We are doing it! (Page 3 of 1)

May 1, 2008
By: Elisha Sauers

As a senior in high school, Barile worked as an assistant lab technician in a hospital where all the techs were women and not one woman was a doctor.

It was also in her senior year of high school she says she realized being a woman had limitations in the professional world. She had attended Career Night at her school and sought information at the Federal Bureau of Investigation table. She had an older friend who worked for the FBI and thought it could be a cool career.

“I, like most girls my age, grew up reading Nancy Drew books and thought that spying was pretty exciting,” she says. “Imagine my chagrin when the agent who was at Career Night said the FBI didn’t hire women!”

Barile began her career in the public sector in Illinois where she worked as village clerk for a town of 630 people. During that period, her office was located in a basement where she had a desk, filing cabinet and copy machine. Male councilmen represented all of the village council seats.

“I didn’t see much of them between council meetings, where I took the minutes,” she says.

But during those hours working in the basement, Barile grew fascinated with municipal administration. Whenever she asked the village attorney a question, he handed her a copy of Illinois state laws and suggested she look up the answer herself.

“Some people might have been offended by that,” she says. “I enjoyed it.”

When she and her husband moved to Tennessee, she immersed herself in public service volunteer opportunities, sitting on boards of numerous organizations like the Solid Waste Board, Habitat for Humanity, Morristown Cemetery Restoration Committee, Tree Board and Zoning Appeals and chairing organizations like Morristown/Hamblen Keep America Beautiful System.

Residents encouraged her to run for mayor in 2007, and her subsequent campaign led to the overwhelming support of 1,039 votes compared to one-term incumbent Mayor Gary R. Johnson, who received 688, and two other male candidates who garnered the remainder of votes.

Her support from the community has been firm, but many are still learning how to address a female mayor, sometimes forgetting themselves with pet terms like “honey” or “darling.” Barile shrugs them off, asserting those affectations “don’t get them any place” with her.

“I for one think, ‘Well, what am I supposed to be called?

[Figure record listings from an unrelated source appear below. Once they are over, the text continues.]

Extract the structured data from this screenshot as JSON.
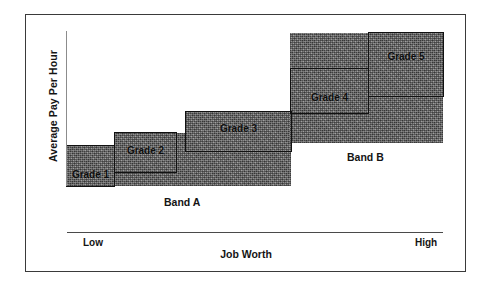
{
  "axes": {
    "y_title": "Average Pay Per Hour",
    "x_title": "Job Worth",
    "x_tick_low": "Low",
    "x_tick_high": "High"
  },
  "bands": [
    {
      "id": "band-a",
      "label": "Band A"
    },
    {
      "id": "band-b",
      "label": "Band B"
    }
  ],
  "grades": [
    {
      "id": "grade-1",
      "label": "Grade 1",
      "band": "Band A"
    },
    {
      "id": "grade-2",
      "label": "Grade 2",
      "band": "Band A"
    },
    {
      "id": "grade-3",
      "label": "Grade 3",
      "band": "Band A"
    },
    {
      "id": "grade-4",
      "label": "Grade 4",
      "band": "Band B"
    },
    {
      "id": "grade-5",
      "label": "Grade 5",
      "band": "Band B"
    }
  ],
  "colors": {
    "band_fill": "#6e6e6e",
    "outline": "#111111",
    "frame": "#3a3a3a",
    "axis": "#4a4a4a",
    "text": "#141414",
    "background": "#ffffff"
  },
  "chart_data": {
    "type": "bar",
    "title": "",
    "xlabel": "Job Worth",
    "ylabel": "Average Pay Per Hour",
    "grid": false,
    "legend": "none",
    "xlim": [
      "Low",
      "High"
    ],
    "annotations": [
      "Band A",
      "Band B"
    ],
    "categories": [
      "Grade 1",
      "Grade 2",
      "Grade 3",
      "Grade 4",
      "Grade 5"
    ],
    "series": [
      {
        "name": "Pay range per grade (relative units)",
        "x_start": [
          0,
          13,
          32,
          60,
          80
        ],
        "x_end": [
          13,
          32,
          60,
          80,
          100
        ],
        "pay_min": [
          0,
          9,
          22,
          47,
          61
        ],
        "pay_max": [
          27,
          34,
          45,
          77,
          100
        ]
      }
    ],
    "bands": [
      {
        "name": "Band A",
        "grades": [
          "Grade 1",
          "Grade 2",
          "Grade 3"
        ],
        "x_start": 0,
        "x_end": 60
      },
      {
        "name": "Band B",
        "grades": [
          "Grade 4",
          "Grade 5"
        ],
        "x_start": 60,
        "x_end": 100
      }
    ]
  }
}
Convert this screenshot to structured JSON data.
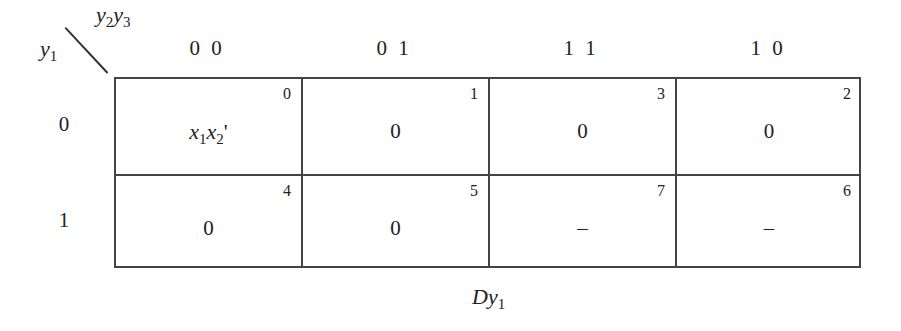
{
  "kmap": {
    "row_var": {
      "base": "y",
      "sub": "1"
    },
    "col_var": {
      "base1": "y",
      "sub1": "2",
      "base2": "y",
      "sub2": "3"
    },
    "col_headers": [
      "0 0",
      "0 1",
      "1 1",
      "1 0"
    ],
    "row_headers": [
      "0",
      "1"
    ],
    "cells": [
      [
        {
          "index": "0",
          "value": "x1x2'",
          "display": {
            "a": "x",
            "as": "1",
            "b": "x",
            "bs": "2",
            "prime": "'"
          }
        },
        {
          "index": "1",
          "value": "0"
        },
        {
          "index": "3",
          "value": "0"
        },
        {
          "index": "2",
          "value": "0"
        }
      ],
      [
        {
          "index": "4",
          "value": "0"
        },
        {
          "index": "5",
          "value": "0"
        },
        {
          "index": "7",
          "value": "–"
        },
        {
          "index": "6",
          "value": "–"
        }
      ]
    ],
    "caption": {
      "base": "Dy",
      "sub": "1"
    }
  }
}
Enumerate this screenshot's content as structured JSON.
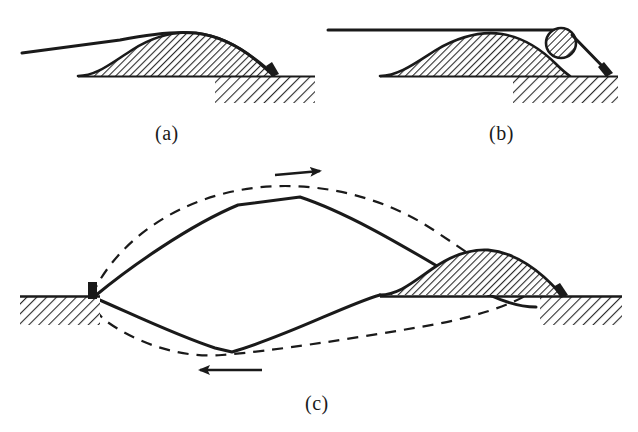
{
  "figure": {
    "background_color": "#ffffff",
    "ink_color": "#1a1a1a",
    "hatch_color": "#2b2b2b",
    "width": 638,
    "height": 432,
    "panels": [
      {
        "id": "a",
        "caption": "(a)",
        "caption_x": 155,
        "caption_y": 122,
        "description": "taut straight line tangent over hatched mound, anchored at step peg",
        "elements": [
          "tangent-line",
          "hatched-mound",
          "ground-baseline",
          "ground-block",
          "anchor-peg"
        ]
      },
      {
        "id": "b",
        "caption": "(b)",
        "caption_x": 489,
        "caption_y": 122,
        "description": "horizontal line with hatched roller circle wedged against mound slope, line down to anchor peg",
        "elements": [
          "horizontal-line",
          "roller-circle",
          "hatched-mound",
          "ground-baseline",
          "ground-block",
          "anchor-peg",
          "tether-line"
        ]
      },
      {
        "id": "c",
        "caption": "(c)",
        "caption_x": 305,
        "caption_y": 392,
        "description": "closed loop between two anchor pegs: solid polygonal path inside dashed smooth curve, circulation arrows, mound at right",
        "elements": [
          "dashed-loop-curve",
          "solid-polygon-path",
          "upper-vertex",
          "lower-vertex",
          "arrow-right-top",
          "arrow-left-bottom",
          "left-ground-block",
          "left-anchor-peg",
          "hatched-mound",
          "right-ground-block",
          "right-anchor-peg"
        ]
      }
    ],
    "arrows": [
      {
        "name": "top-arrow",
        "direction": "right",
        "label": ""
      },
      {
        "name": "bottom-arrow",
        "direction": "left",
        "label": ""
      }
    ]
  }
}
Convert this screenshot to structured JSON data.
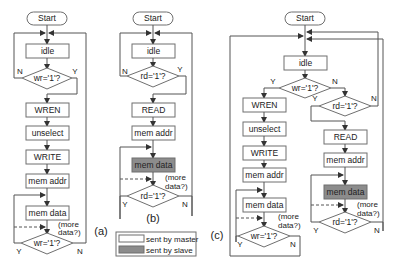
{
  "diagram": {
    "type": "flowchart",
    "colors": {
      "master_fill": "#ffffff",
      "slave_fill": "#8c8c8c",
      "stroke": "#6f6f6f"
    },
    "a": {
      "caption": "(a)",
      "start": "Start",
      "idle": "idle",
      "decision1": "wr='1'?",
      "d1_no": "N",
      "d1_yes": "Y",
      "steps": [
        "WREN",
        "unselect",
        "WRITE",
        "mem addr",
        "mem data"
      ],
      "more_data": "(more data?)",
      "more_data_l1": "(more",
      "more_data_l2": "data?)",
      "decision2": "wr='1'?",
      "d2_yes": "Y",
      "d2_no": "N"
    },
    "b": {
      "caption": "(b)",
      "start": "Start",
      "idle": "idle",
      "decision1": "rd='1'?",
      "d1_no": "N",
      "d1_yes": "Y",
      "steps": [
        "READ",
        "mem addr",
        "mem data"
      ],
      "more_data_l1": "(more",
      "more_data_l2": "data?)",
      "decision2": "rd='1'?",
      "d2_yes": "Y",
      "d2_no": "N"
    },
    "c": {
      "caption": "(c)",
      "start": "Start",
      "idle": "idle",
      "decision_wr": "wr='1'?",
      "wr_yes": "Y",
      "wr_no": "N",
      "decision_rd": "rd='1'?",
      "rd_yes": "Y",
      "rd_no": "N",
      "write_steps": [
        "WREN",
        "unselect",
        "WRITE",
        "mem addr",
        "mem data"
      ],
      "read_steps": [
        "READ",
        "mem addr",
        "mem data"
      ],
      "more_data_l1": "(more",
      "more_data_l2": "data?)",
      "write_loop_decision": "wr='1'?",
      "wl_yes": "Y",
      "wl_no": "N",
      "read_loop_decision": "rd='1'?",
      "rl_yes": "Y",
      "rl_no": "N"
    },
    "legend": {
      "master": "sent by master",
      "slave": "sent by slave"
    }
  }
}
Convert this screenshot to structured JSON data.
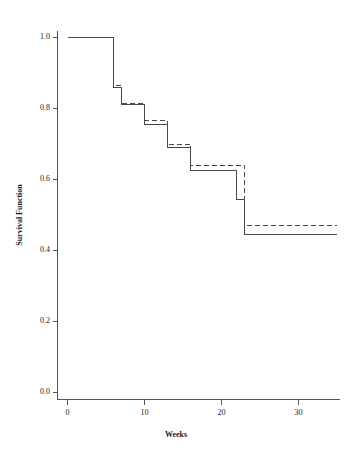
{
  "chart_data": {
    "type": "line",
    "title": "",
    "xlabel": "Weeks",
    "ylabel": "Survival Function",
    "xlim": [
      -1.5,
      35.5
    ],
    "ylim": [
      0.0,
      1.04
    ],
    "xticks": [
      0,
      10,
      20,
      30
    ],
    "xtick_labels": [
      "0",
      "10",
      "20",
      "30"
    ],
    "yticks": [
      0.0,
      0.2,
      0.4,
      0.6,
      0.8,
      1.0
    ],
    "ytick_labels": [
      "0.0",
      "0.2",
      "0.4",
      "0.6",
      "0.8",
      "1.0"
    ],
    "grid": false,
    "legend": "none",
    "step_shape": "post",
    "series": [
      {
        "name": "survival-solid",
        "style": "solid",
        "color": "#4a4a4a",
        "x": [
          0,
          6,
          7,
          10,
          13,
          16,
          22,
          23,
          35
        ],
        "values": [
          1.0,
          0.86,
          0.81,
          0.755,
          0.69,
          0.625,
          0.545,
          0.445,
          0.445
        ]
      },
      {
        "name": "survival-dashed",
        "style": "dashed",
        "color": "#4a4a4a",
        "x": [
          0,
          6,
          7,
          10,
          13,
          16,
          22,
          23,
          35
        ],
        "values": [
          1.0,
          0.865,
          0.815,
          0.765,
          0.7,
          0.64,
          0.64,
          0.47,
          0.47
        ]
      }
    ]
  },
  "axes": {
    "y_title": "Survival Function",
    "x_title": "Weeks"
  }
}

Madame? Mrs.?’,” she says. “I even had one person call me ‘your excellency.’ I was so glad the first time I met Mayor Haslam. He said, ‘Hi, I’m Bill.’ Here, I’m just Sami.”

Progressive Women’s Coalition

In 1895, Merriam-Webster’s Dictionary entered the word “feminism” into its lexicon with the definition that still appears in its most current volume: “1, the theory of the political, economic, and social equality of the sexes; 2, organized activity on behalf of women’s rights and interests.”

Yet the women who gathered in the Tennessee Valley Unitarian Universalist Church for the Progressive Women’s Coalition’s strategic planning retreat don’t all consider themselves “feminists.”

“I’m not a feminist,” says Ruthie Kuhlman, a Republican candidate for Knox County Commission District 4A. “I still want men opening doors for me.”

Kathy Bryant, a Democratic candidate for county commission’s District 6A seat, who was sitting beside Kuhlman, nodded along in agreement.

It seems as the years have gone by, whether or not Webster has acknowledged it, changes have occurred in society that may have manipulated or distorted the connotation of the word.

But despite how they define their involvement in the PWC, the women gathered agree more efforts are needed to promote women in public service. The group in attendance included UT female professors, local party representatives and three current candidates seeking different county commission seats.

They’re supportive of each other, despite differences in opinions or political affiliations.